Dyatlov Pass
On the night of February 1, 1959, nine Soviet hikers led by Igor Dyatlov cut their tent open from the inside and fled into a -25°C blizzard on the eastern slope of Kholat Syakhl in the northern Urals. All nine died. Bodies were recovered over four months. Two had skull fractures; one had crushing chest injuries; clothing on three carried traces of radioactivity. The case stayed officially unsolved for sixty years.

On the night of February 1, 1959, nine experienced Soviet hikers cut their tent open from the inside and fled into a −25°C blizzard. All nine died. Two skull fractures, one crushed chest, radioactivity on three garments — and the case stayed officially unsolved for sixty years.
What happened is settled
Contested
9 supported · 2 contested · 1 open
The night
The group was led by Igor Dyatlov, a 23-year-old engineering student from the Ural Polytechnic Institute — experienced, well-equipped, and attempting a Category III ski trek, the highest Soviet difficulty rating. On the night of February 1, they pitched their tent on the exposed eastern slope of Kholat Syakhl rather than descend to the treeline. Sometime that night, they cut the tent open from the inside and fled downslope in socks and partial clothing into a −25°C blizzard.
Rescuers found the first two bodies near a cedar tree roughly 1.5 km from the tent. Three more — including Dyatlov himself — were found between the tree and the tent, apparently having tried to return. The last four were recovered in May, buried under four meters of snow in a ravine.
The Soviet investigation ran three months, classified its files, and closed with a conclusion so vague it has fueled sixty years of argument: death by "a compelling natural force which the hikers were unable to overcome." The original investigation file was classified for decades. Lead investigator Lev Ivanov later told interviewers he believed something more specific was involved than his official conclusion stated — a significant detail, given that the official conclusion said almost nothing.
The injuries
Two of the four found in the ravine had fractured skulls; one had crushing chest injuries consistent with high-force trauma, with little corresponding external wounding. Three of the recovered garments carried traces of radioactivity. One victim was missing her tongue, eyes, and parts of her lips — damage later attributed to decomposition and scavenging, though that attribution remains contested.
The radiation traces on at least three garments were noted by the 1959 investigation but not explained. Proposed sources include contaminated equipment from a prior expedition, proximity to Soviet nuclear testing in the region, or simple laboratory error. None has been confirmed or ruled out in any official investigation.
The explanations
In 2019, Russia's Prosecutor General's Office reopened the case. Their 2020 conclusion attributed the deaths to a slab avalanche combined with reduced visibility and hypothermia — the hikers cut the tent to escape a collapsing snow slab and died of cold before they could return. The most technically rigorous version came from EPFL and ETH Zürich researchers Johan Gaume and Alexander Puzrin, whose 2021 paper in Communications Earth & Environment used computational modeling borrowed from automotive crash-test biomechanics to show that a delayed slab avalanche — triggered by the hikers' own cut into the slope, with katabatic wind accounting for the delayed timing — could produce the observed chest and skull injuries. It is the most coherent physical account produced to date.
A separate hypothesis, developed by journalist Donnie Eichar in Dead Mountain (2013), proposed infrasound: katabatic wind over the dome of Kholat Syakhl could have formed a Kármán vortex street generating low-frequency sound at intensities known to cause panic and disorientation in humans. It is not the leading explanation post-2021, but it has never been formally ruled out.
What's still open
The Gaume & Puzrin model is careful and peer-reviewed, and it is also explicitly limited — the paper does not address the radiation traces on the clothing, and neither does the 2020 Russian reinvestigation conclusion. Avalanche researchers have contested the slope geometry and snow conditions at the site. The soft-tissue damage to one victim is attributed to decomposition and scavenging — plausibly, but without a definitive forensic basis from 1959. The classified Soviet-era file was only partially released; the completeness of the available record is unknown. The slab-avalanche account is the strongest physical explanation on record. The radiation, the investigator's own doubt, and the incomplete file are still there.
How we know this
Built from 5 sources — 4 first-hand · 1 reporting & analysis, incl. 1 academic / technical. 0 of the 4 figures here are drawn directly from those sources.
The Case File
CONTESTEDWhat's still open
The strongest physical account on record still leaves a trace of radiation and a dead investigator's doubt unaccounted for.
What would change our mind
A confirmed source for the radiation, or full release of the still-incomplete Soviet file — either could move this from "contested" to "closed."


■ **Exercise prompt**: Report how many lines in the records below hold the word "Point". Add nothing to the number.

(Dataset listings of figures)
= = = = =

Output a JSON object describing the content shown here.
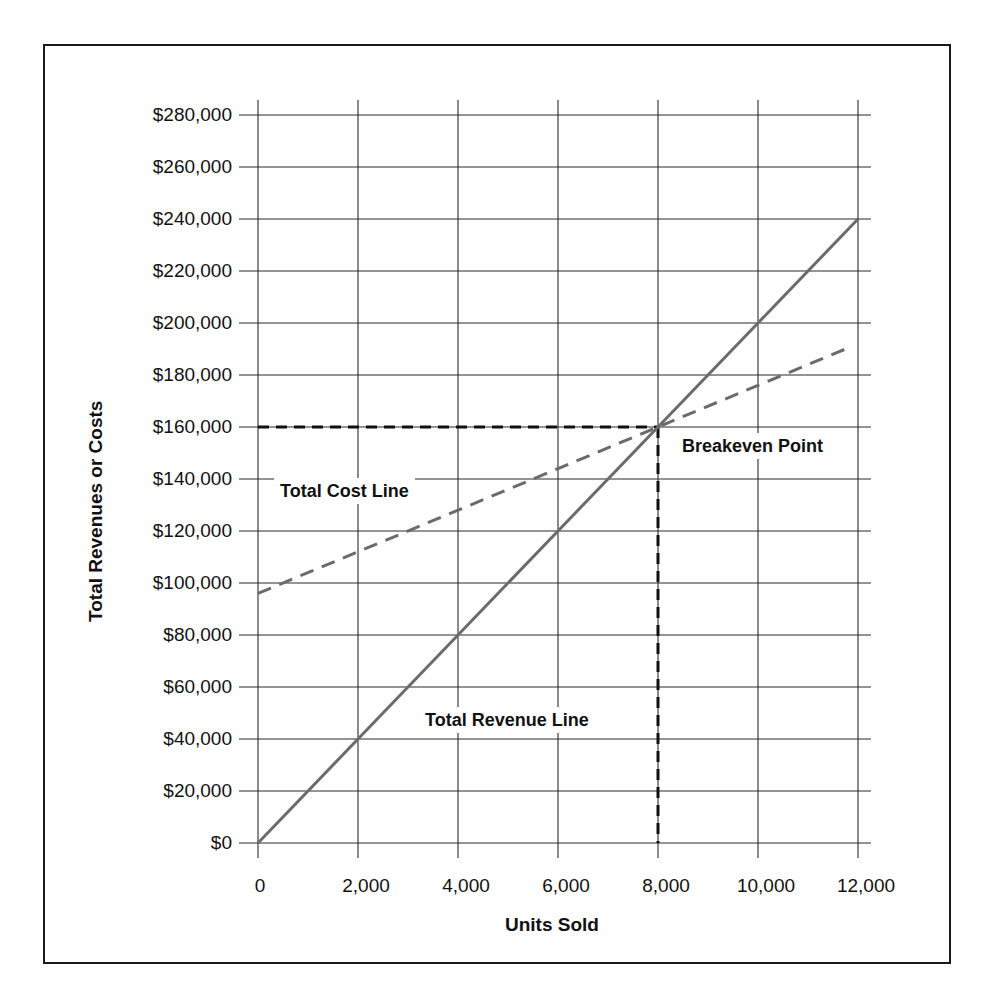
{
  "chart_data": {
    "type": "line",
    "title": "",
    "xlabel": "Units Sold",
    "ylabel": "Total Revenues or Costs",
    "xlim": [
      0,
      12000
    ],
    "ylim": [
      0,
      280000
    ],
    "grid": true,
    "x_ticks": [
      "0",
      "2,000",
      "4,000",
      "6,000",
      "8,000",
      "10,000",
      "12,000"
    ],
    "y_ticks": [
      "$0",
      "$20,000",
      "$40,000",
      "$60,000",
      "$80,000",
      "$100,000",
      "$120,000",
      "$140,000",
      "$160,000",
      "$180,000",
      "$200,000",
      "$220,000",
      "$240,000",
      "$260,000",
      "$280,000"
    ],
    "series": [
      {
        "name": "Total Revenue Line",
        "style": "solid",
        "color": "#6b6b6b",
        "x": [
          0,
          2000,
          4000,
          6000,
          8000,
          10000,
          12000
        ],
        "values": [
          0,
          40000,
          80000,
          120000,
          160000,
          200000,
          240000
        ]
      },
      {
        "name": "Total Cost Line",
        "style": "dashed",
        "color": "#6b6b6b",
        "x": [
          0,
          2000,
          4000,
          6000,
          8000,
          10000,
          11800
        ],
        "values": [
          96000,
          112000,
          128000,
          144000,
          160000,
          176000,
          190400
        ]
      }
    ],
    "annotations": [
      {
        "text": "Breakeven Point",
        "x": 8000,
        "y": 160000,
        "guides": "dashed lines to both axes"
      },
      {
        "text": "Total Cost Line",
        "x": 1500,
        "y": 140000
      },
      {
        "text": "Total Revenue Line",
        "x": 6500,
        "y": 52000
      }
    ],
    "breakeven": {
      "units": 8000,
      "amount": 160000
    }
  },
  "labels": {
    "xlabel": "Units Sold",
    "ylabel": "Total Revenues or Costs",
    "breakeven": "Breakeven Point",
    "cost_line": "Total Cost Line",
    "revenue_line": "Total Revenue Line"
  },
  "colors": {
    "gridline": "#2b2b2b",
    "series_line": "#6b6b6b",
    "guide_line": "#111111"
  }
}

= = = = =

■ **Response below**: 2